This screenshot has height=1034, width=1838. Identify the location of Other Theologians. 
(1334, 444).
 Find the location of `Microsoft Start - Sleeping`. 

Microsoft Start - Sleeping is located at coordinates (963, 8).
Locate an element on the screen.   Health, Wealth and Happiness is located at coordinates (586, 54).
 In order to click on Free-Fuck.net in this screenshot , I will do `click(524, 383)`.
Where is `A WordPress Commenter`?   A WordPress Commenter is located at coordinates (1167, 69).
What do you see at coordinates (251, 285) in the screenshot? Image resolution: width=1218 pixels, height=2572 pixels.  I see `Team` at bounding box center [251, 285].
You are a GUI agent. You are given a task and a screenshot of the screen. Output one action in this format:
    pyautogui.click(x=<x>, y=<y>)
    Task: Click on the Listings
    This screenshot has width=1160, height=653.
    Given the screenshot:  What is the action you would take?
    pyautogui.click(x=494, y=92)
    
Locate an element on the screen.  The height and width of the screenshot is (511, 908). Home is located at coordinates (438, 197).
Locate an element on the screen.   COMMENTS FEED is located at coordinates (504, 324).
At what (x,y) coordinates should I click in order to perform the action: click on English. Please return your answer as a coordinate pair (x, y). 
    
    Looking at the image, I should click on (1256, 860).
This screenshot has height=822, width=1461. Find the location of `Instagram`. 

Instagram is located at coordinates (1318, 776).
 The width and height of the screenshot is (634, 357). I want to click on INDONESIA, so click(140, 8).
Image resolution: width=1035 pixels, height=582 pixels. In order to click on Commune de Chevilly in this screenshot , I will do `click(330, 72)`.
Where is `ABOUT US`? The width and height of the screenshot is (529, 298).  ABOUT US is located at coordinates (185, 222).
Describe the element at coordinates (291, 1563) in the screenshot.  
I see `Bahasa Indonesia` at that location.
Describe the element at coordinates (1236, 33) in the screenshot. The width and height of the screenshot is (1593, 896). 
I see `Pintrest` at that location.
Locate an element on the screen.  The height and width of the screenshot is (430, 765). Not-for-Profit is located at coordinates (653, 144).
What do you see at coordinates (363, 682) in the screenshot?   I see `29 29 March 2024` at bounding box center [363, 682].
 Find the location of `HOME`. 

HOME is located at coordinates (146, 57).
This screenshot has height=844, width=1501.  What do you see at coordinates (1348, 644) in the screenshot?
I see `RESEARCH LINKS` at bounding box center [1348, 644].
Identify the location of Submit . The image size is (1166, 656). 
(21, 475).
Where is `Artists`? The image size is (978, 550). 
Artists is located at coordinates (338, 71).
=-=-=-=-=
## TASK REQUIREMENTS
Reproduce each entry exactly, with nothing missing.

## EXPECTED ANSWER
This screenshot has height=1034, width=1838. Identify the location of Other Theologians. 
(1334, 444).
 Find the location of `Microsoft Start - Sleeping`. 

Microsoft Start - Sleeping is located at coordinates (963, 8).
Locate an element on the screen.   Health, Wealth and Happiness is located at coordinates (586, 54).
 In order to click on Free-Fuck.net in this screenshot , I will do `click(524, 383)`.
Where is `A WordPress Commenter`?   A WordPress Commenter is located at coordinates (1167, 69).
What do you see at coordinates (251, 285) in the screenshot? Image resolution: width=1218 pixels, height=2572 pixels.  I see `Team` at bounding box center [251, 285].
You are a GUI agent. You are given a task and a screenshot of the screen. Output one action in this format:
    pyautogui.click(x=<x>, y=<y>)
    Task: Click on the Listings
    This screenshot has width=1160, height=653.
    Given the screenshot:  What is the action you would take?
    pyautogui.click(x=494, y=92)
    
Locate an element on the screen.  The height and width of the screenshot is (511, 908). Home is located at coordinates (438, 197).
Locate an element on the screen.   COMMENTS FEED is located at coordinates (504, 324).
At what (x,y) coordinates should I click in order to perform the action: click on English. Please return your answer as a coordinate pair (x, y). 
    
    Looking at the image, I should click on (1256, 860).
This screenshot has height=822, width=1461. Find the location of `Instagram`. 

Instagram is located at coordinates (1318, 776).
 The width and height of the screenshot is (634, 357). I want to click on INDONESIA, so click(140, 8).
Image resolution: width=1035 pixels, height=582 pixels. In order to click on Commune de Chevilly in this screenshot , I will do `click(330, 72)`.
Where is `ABOUT US`? The width and height of the screenshot is (529, 298).  ABOUT US is located at coordinates (185, 222).
Describe the element at coordinates (291, 1563) in the screenshot.  
I see `Bahasa Indonesia` at that location.
Describe the element at coordinates (1236, 33) in the screenshot. The width and height of the screenshot is (1593, 896). 
I see `Pintrest` at that location.
Locate an element on the screen.  The height and width of the screenshot is (430, 765). Not-for-Profit is located at coordinates (653, 144).
What do you see at coordinates (363, 682) in the screenshot?   I see `29 29 March 2024` at bounding box center [363, 682].
 Find the location of `HOME`. 

HOME is located at coordinates (146, 57).
This screenshot has height=844, width=1501.  What do you see at coordinates (1348, 644) in the screenshot?
I see `RESEARCH LINKS` at bounding box center [1348, 644].
Identify the location of Submit . The image size is (1166, 656). 
(21, 475).
Where is `Artists`? The image size is (978, 550). 
Artists is located at coordinates (338, 71).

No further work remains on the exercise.